A Computer With a Great Eye Is About to Transform Botany
My dad is a wildlife biologist, and during road trips we took when I was growing up he spent a lot of time talking about the grasses and trees along the highway. It was a game he played, trying to correctly identify the passing greenery from the driver's seat of a moving car. As a carsick-prone kid wedged into the back seat of a Ford F150, I found this supremely lame. As an adult--specifically, one who just spoke with a paleobotanist--I now know something about my father's roadtripping habit: Identifying leaves isn't easy. "I've looked at tens of thousands of living and fossil leaves," says that paleobotanist, Peter Wilf of Penn State's College of Earth and Mineral Sciences.
Computer learns to identify leaves faster than a botanist - Futurity
Posted by A'ndrea Elyse Messer-Penn State on March 8, 2016 You are free to share this article under the Attribution 4.0 International license.
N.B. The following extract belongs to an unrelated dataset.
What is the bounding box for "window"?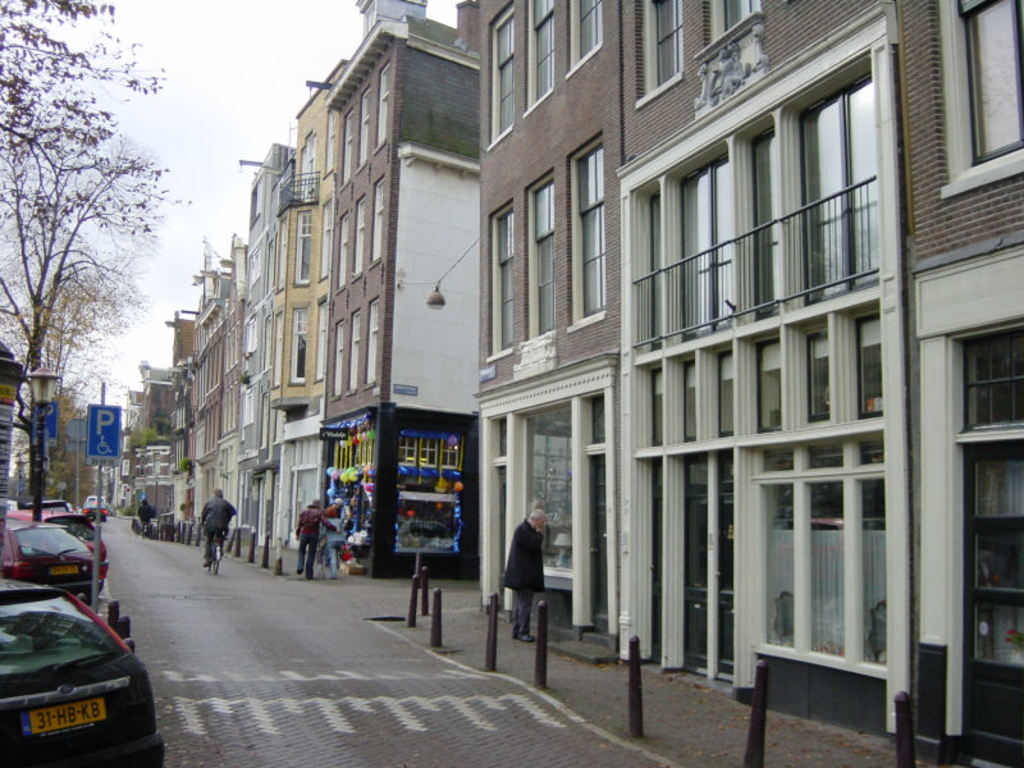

Identifying an isolated leaf, especially if preserved as a fossil, can be a painstaking process for botanists. A new computer program that learns to categorize leaves into large evolutionary categories could help. Researchers "trained" a machine-learning algorithm to identify leaves based on a set of nearly 7,600 digital images of leaves that had been chemically treated to emphasize their shape and venation. The software discerned relevant patterns so well from that set of examples that it went on to identify the family of novel leaf images with greater than 70 percent accuracy (a rate 13 times better than chance) and the order with about 60 percent accuracy.